Local leaders working together to make improvements on Route 25
and Highways 152 and 156
Gilroy – Solutions to nightmare traffic east of Gilroy are crystallizing as leaders in San Benito and Santa Clara counties position the region for a slice of $20 billion in state bond money.
The bond, Prop. 1B, earmarked for highways, levees and other public infrastructure, does not reach voters until Nov. 7. But if approved, the region will have barely two months to show state officials a cohesive plan for upgrades along state Route 25 and Highways 152 and 156. All three roads connect Gilroy and its southerly neighbors to the Central Valley.
Officials in both counties have agreed that widening Highway 152 and Route 25 are the top priorities. They have dismissed the idea of creating a new interchange with U.S. Highway 101 just north of the counties’ shared border – a move that would require cutting through swaths of pristine farmland in San Benito County to make way for an east-west connection.
The solutions mirror ideas in last year’s Southern Gateway Transportation and Land Use Study, a report issued by the Santa Clara Valley Transportation Authority. The document offers six high-priced combinations of road improvements, each with a price tag between $700 million and $1.5 billion.
“We’re not working off that script anymore,” said Bob Davies, executive director of the San Benito County Council of Governments, a lead agency in the road improvement effort. Davies met for the second time in a month last week with Gilroy Mayor Al Pinheiro, Santa Clara County Supervisor Don Gage, and a host of city and county officials in San Benito County.
“The blessing of all of us being able to get together and talk about all of this is that we realize that Pacheco Pass and Hwy. 152 are the highest priority for San Benito County and southern Santa Clara County,” Davies said. “We also understand that being able to do that all at once with one large sum of money from one place is probably not feasible. Working together to try to phase in the project is the best way to do it.”
The newfound consensus represents a breakthrough for the two counties, whose officials have struggled for years to agree on a priority list of road improvements.
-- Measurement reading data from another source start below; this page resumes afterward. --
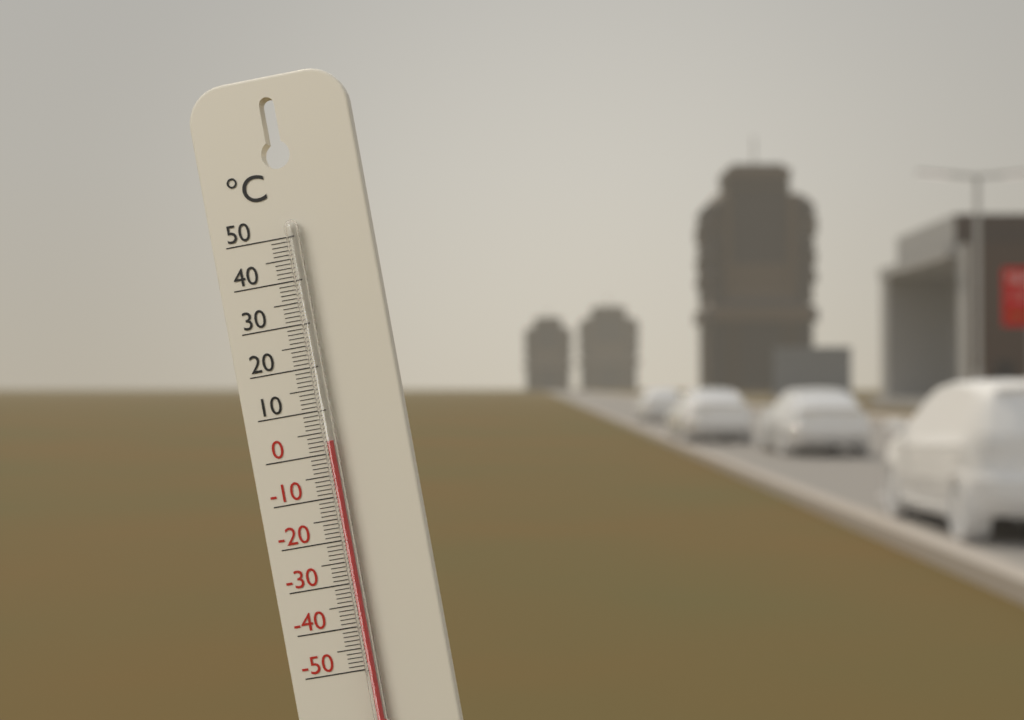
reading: 3 °C
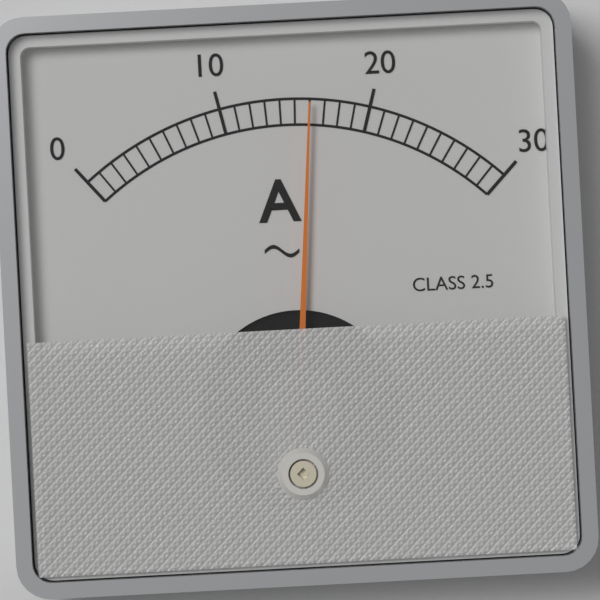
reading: 16 A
Most recently, the area resolved a dispute over the best way to untangle traffic at the Don Pacheco Y – the crossroads of highways 152 and 156. The intersection is notorious for snarling weekend and holiday traffic for miles in both directions. Both counties have contributed several million dollars toward the overall cost of a flyover intended to keep cars and trucks moving.
“The 156 flyover is going to help some of it,” Mayor Pinheiro said, “but that’s still not going to answer all of the safety issues and congestion all the way back to 10th Street and 101 in Gilroy.”
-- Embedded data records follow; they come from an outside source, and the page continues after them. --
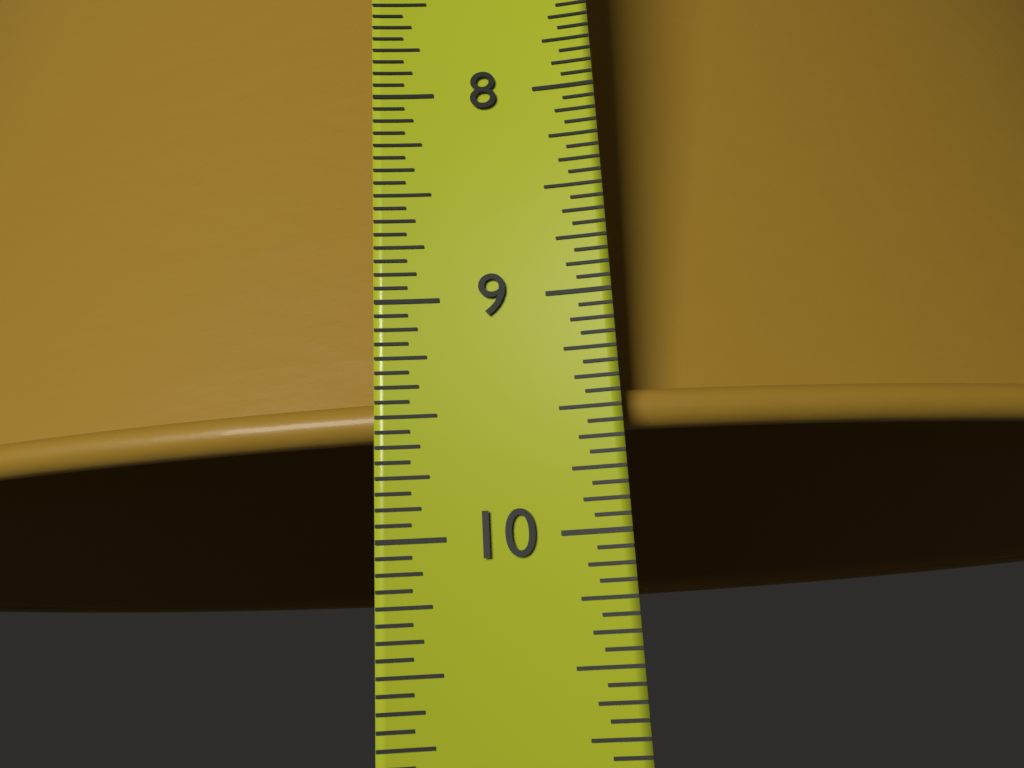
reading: 9.5625 in
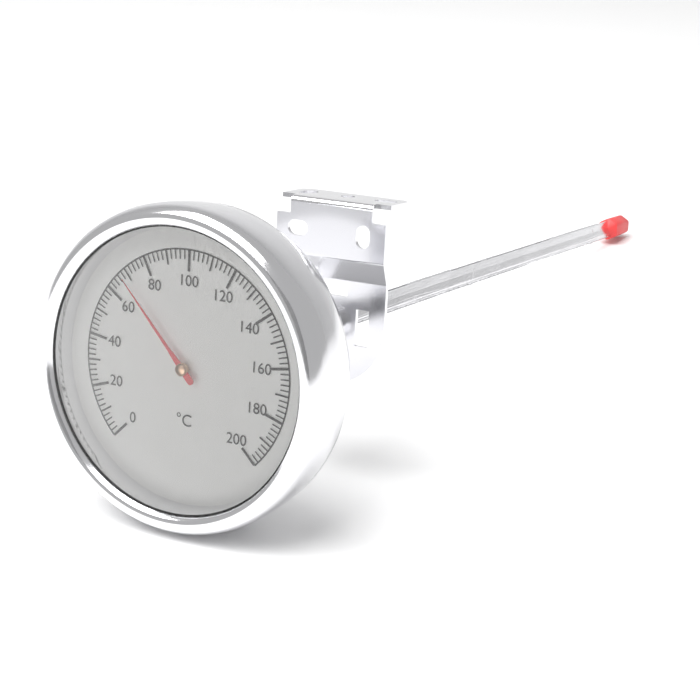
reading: 68 °C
The 10th Street corridor, which eventually turns into Highway 152, has seen a steady increase in traffic with the rise of two major shopping centers on the east side of Gilroy. Officials fear the problem will grow worse in the next decade, as 10th Street becomes an east-west artery connecting 1,700 new homes in southwest Gilroy with the shopping hub off Pacheco Pass.
The Gateway study places a $230 million price tag on widening Highway 152 – a 13-mile stretch of road between Gilroy and the Don Pacheco Y – from two to four lanes. The price tag for improvements on Route 25, which would include a new interchange with Highway 101, will depend on the final plan for connecting the road with traffic arteries to the east.
The Gateway study proposed a variety of new connections between Route 25 and Highway 152 or 156, but officials plan to work outside the bounds of the study.
“Both regions agree the route should be as far north in San Benito County as possible so as not to disrupt the economic and agricultural base in that region,” Davies said. “What we’ll be looking at undoubtedly is improvements along the existing alignment, and other alignments to improve that. There are a lot of variables there: economic, environmental, efficient movement of goods.”
The Route 25 improvements are uniquely positioned for funding under the state bond measure, but the project will have a tough time pulling down funding if officials fail to speak with a unified voice.
“In order for us to do anything and get the money we have to work together,” Supervisor Gage said. The returns from any state bond are hard to measure, and Gage warned that the region will have to cobble together millions of dollars from local, state and federal sources to complete all improvements outlined in the Gateway study.
Gage is lobbying state legislators and local congressmen to help raise funds, but nothing can move forward until officials meet on Nov. 16, when they hope to come up with a final blueprint for improvements. Then officials must sell the plan to their fellow council members and supervisors.
“We have to pick the option that’s doable,” Gage stressed. “You can go out there and say ‘I want the world,’ but you’re not going to get it.”